The Early Bronze Age Indus civilization – also referred to as the Harappan culture after the site of one of its most important centers – was one of the world’s earliest urban societies, and can be compared with its contemporaries in Egypt’s Nile Valley and in the river valleys of Lower Mesopotamia. Centered on the floodplain of the Indus river, Harappan society evolved from agricultural and pastoral communities on the western flanks of the valley, and would eventually establish itself in throughout the catchment area in what is now Pakistan and northwestern India. The first cities emerged in the Indus basin around 2600 BCE. Seven centuries later, the population began to leave the major urban centers, triggering a decline in settlement that ultimately led to the disintegration and disappearance of this early urban society. The reasons for the exodus are still not entirely clear. A new study led by Dr. Liviu Giosan at Woods Hole Oceanographic Institution (USA) in cooperation with Professor William Orsi of the Department of Earth and Environmental Sciences at LMU and several other team members from the US, Australia and the UK, now suggests that climate change may have been a major factor in the decline and fall of the Indus civilization. The evidence presented by the team indicates that a marked strengthening of the winter monsoon took place around 1900 BCE which, together with associated changes in the region’s climate, could have contributed to emigration from Harappan cities. The findings appear in the journal Climate of the Past.
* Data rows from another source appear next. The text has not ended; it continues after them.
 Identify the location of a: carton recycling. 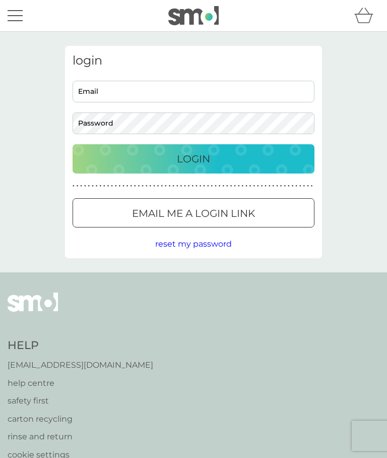
(80, 419).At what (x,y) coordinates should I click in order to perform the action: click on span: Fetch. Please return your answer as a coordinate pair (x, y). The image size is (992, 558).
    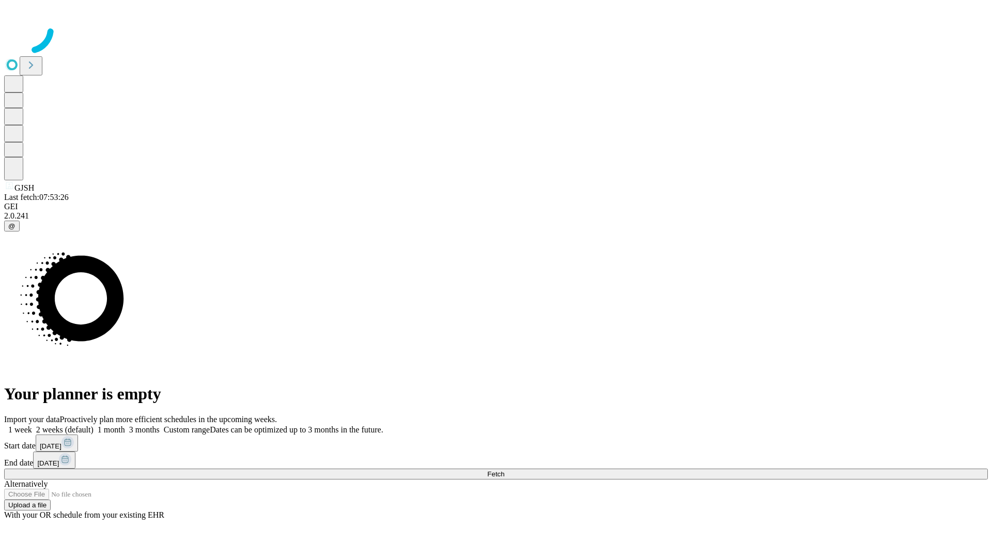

“We have used a new palaeobiological approach to reconstruct the history of the winter monsoon in the area around the Arabian Sea over the course of the last 6000 years,” Orsi explains. The researchers recovered and sequenced ancient DNA fragments conserved for thousands of years in the sediments on the sea-bottom. Based on an analysis of the nucleotide sequences of these DNA sequences, they were able to infer the overall composition of the plankton communities in the waters of the Arabian Sea, and track how it changed in time. They also determined the relative incidence in the sediments of elemental ratios within the shells of a specific unicellular organism that record past cold water temperatures. In this way, they were able to show that at the time when the cities in the Indus Valley were being abandoned, the make-up of the plankton communities in nearby marine water underwent a drastic change. In particular, the population densities of organisms that thrive under nutrient-rich conditions rose sharply, while the temperature proxy showed that the Arabian Sea became colder on average. “These results indicate that the intensity of the winter monsoon increased at this time. During the winter monsoon, the prevailing wind blows seawards, which leads to a fall in water temperature and transports deeper nutrient-rich water into the shallower sunlit depths of the ocean,” Orsi explains.

According to the authors of the study, climatologists have detected an inverse correlation between sea-surface temperatures in the northern Arabian Sea and rainfall levels in the western foreland of the Himalayas. An intensification of the winter monsoon would then be expected to lead to higher levels of precipitation to the north of the Indus catchment area. In the lower reaches of the Indus valley, on the other hand, the climate most probably became drier, because the summer monsoon was correspondingly weakened and therefore brought less rain with it, as several studies imply. Orsi and his co-authors therefore assume that these developments could both have contributed to the fall of Harappan civilization. “We believe that they may have had a push-and-pull effect,” says Orsi. “The decline in the water supply of the Indus Valley was the push that forced people to leave the region. The increase in winter rainfall in the Himalayan foreland could well have been the pull that drew them away from the alluvial plain of the Indus”, adds Giosan.